Last winter, I decided to find out how a snowflake forms. So fantastical, when immersed in a cloud of bright gray, to suddenly notice a single crystal, and then another, and see how the two are so alike and yet not at all the same. A snowflake, as it turns out, is a mineral. It builds itself around a particle of dust or pollen. When water vapor collects around the particle, and freezes, that combination makes an ice crystal. The process continues as the snowflake falls, and the freezing sequence, always hexagonal, repeats, making the snowflake larger and larger. Each snowflake is similarly shaped and formed but ‒ since each descends through a slightly different atmosphere ‒ is distinct. Each snowflake comes from the grit of some spent place or being, and grows into a new beauty.

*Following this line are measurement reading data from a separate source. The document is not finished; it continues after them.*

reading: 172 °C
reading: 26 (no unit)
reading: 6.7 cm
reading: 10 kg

This winter, after the second snowfall of the season, I read again about snowflake formation; and I’m struck by a more extensive marveling. It seems to me all creatures are comparably formed. We are as basically, exceptionally shaped. Each species grows in a like manner. As humans that means we become our basic body of head, arms, torso, and legs. Due, however, to variances in the dust and pollen that started the process, and to the variety of ways we each travel into being through a singular atmosphere, every one of a species is unique.

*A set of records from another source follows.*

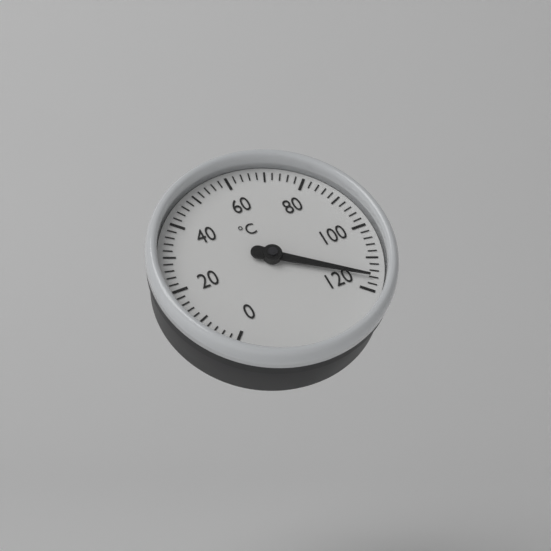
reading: 116 °C
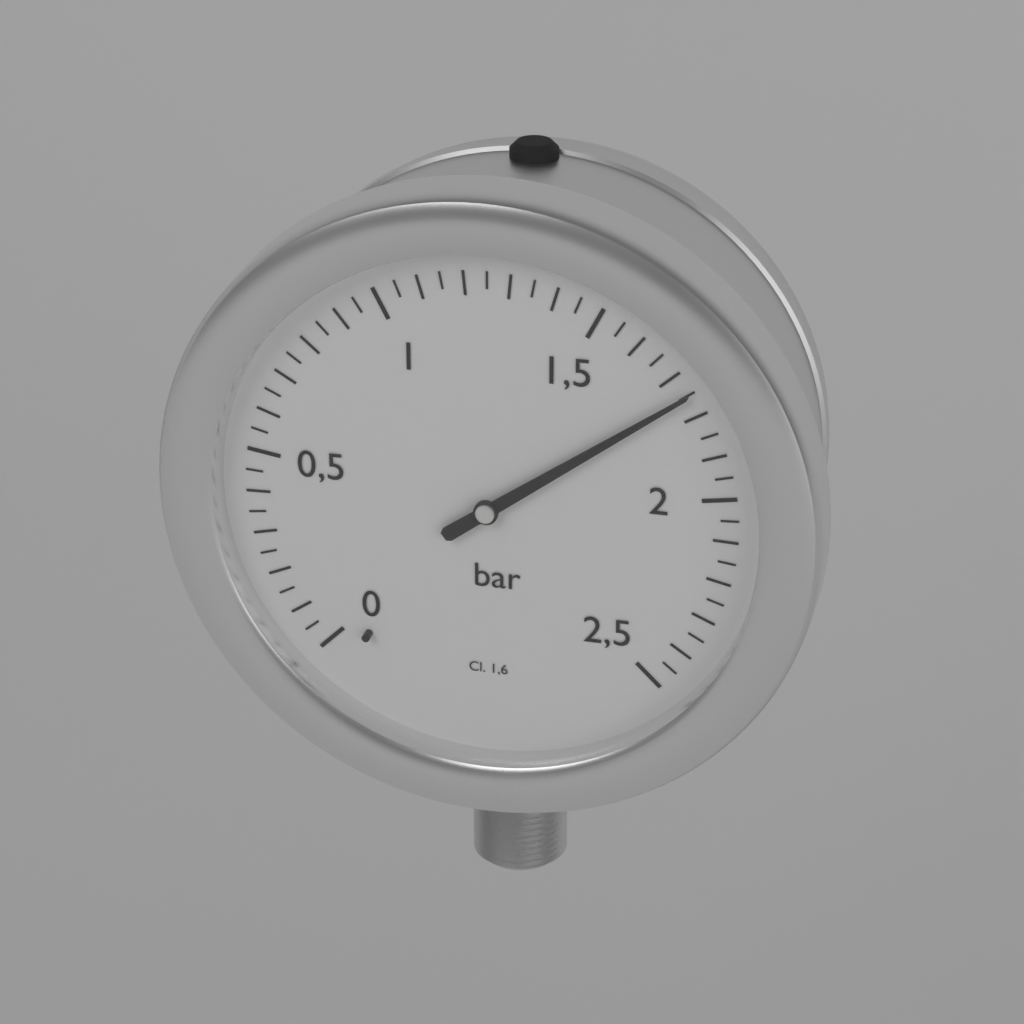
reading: 1.75 bar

On Earth, all humans look like humans, but no human looks just like any other human. I’m curious, then, why the concept that every snowflake is singular, unrepeatable, so fascinates and floors us. We, also, together, appear similar, but from individual to individual, we differ. We collect, and accumulate, and cover; and we disappear. Something, though, of each of us stays in the atmosphere. What we made or said or how we made others feel; some source remains as dust or pollen and begins forming something else ‒ a movement, a tradition, a motivation, a thought ‒ as markedly different from any other crystal of creation.

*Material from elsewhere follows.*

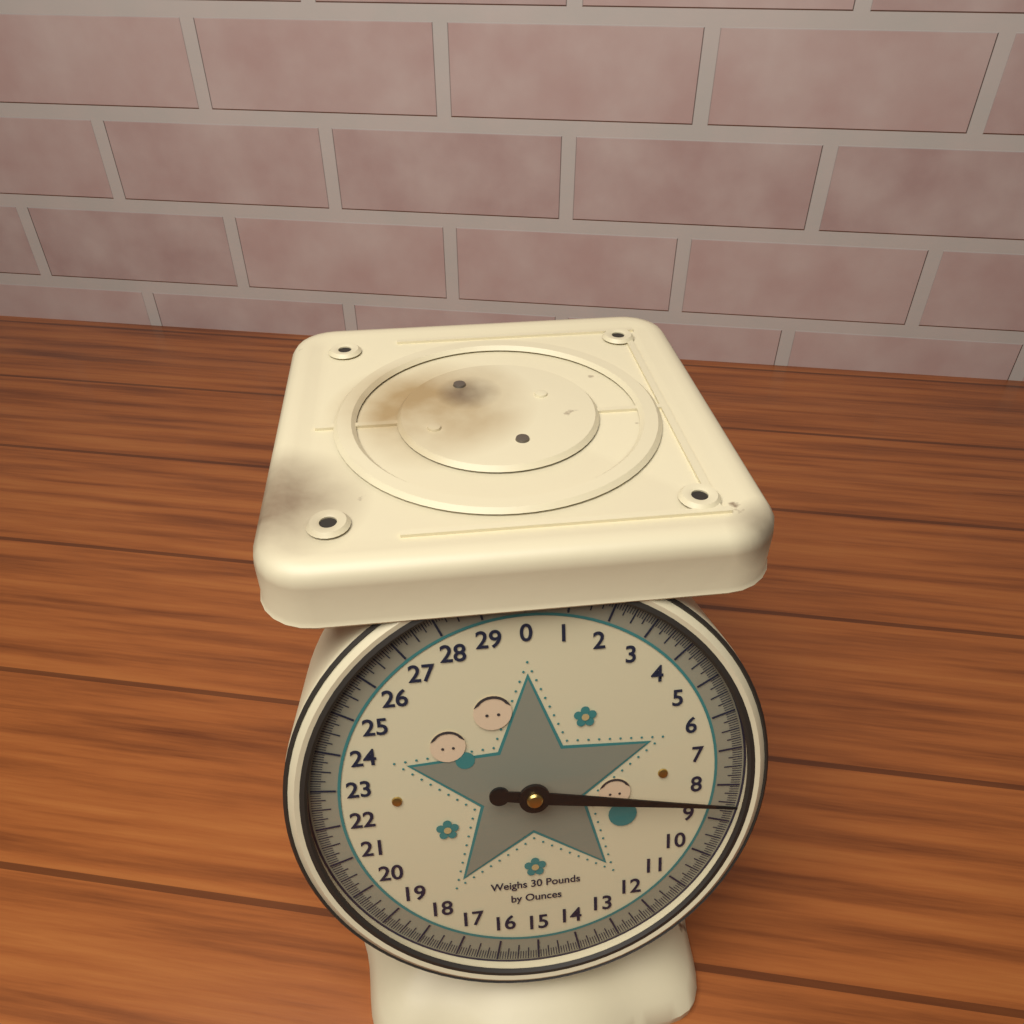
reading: 8.3750 lb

For years, I’ve been troubled by the snow ‒ not the snow itself but the sometimes dangerous, shooting ache of cold that accompanies it ‒ and how snowfall seems to mute sound, and dampen light, and with method hide living things. How most creatures exposed to long episodes of snow survive by being dormant. I have enjoyed the novelty of a snowfall and the way, during one, the world both rushes outside and tucks itself in. And I’ve appreciated an obvious peace in the world around me ‒ whole and unified under the wrap of snow. But that serenity, what I perceived as a lack of vitality, somehow down deep saddened me. Today, four decades into life, snow has shown me something new. Snowflakes are revival, regeneration, earthly stardust. Snowflakes are life crystals.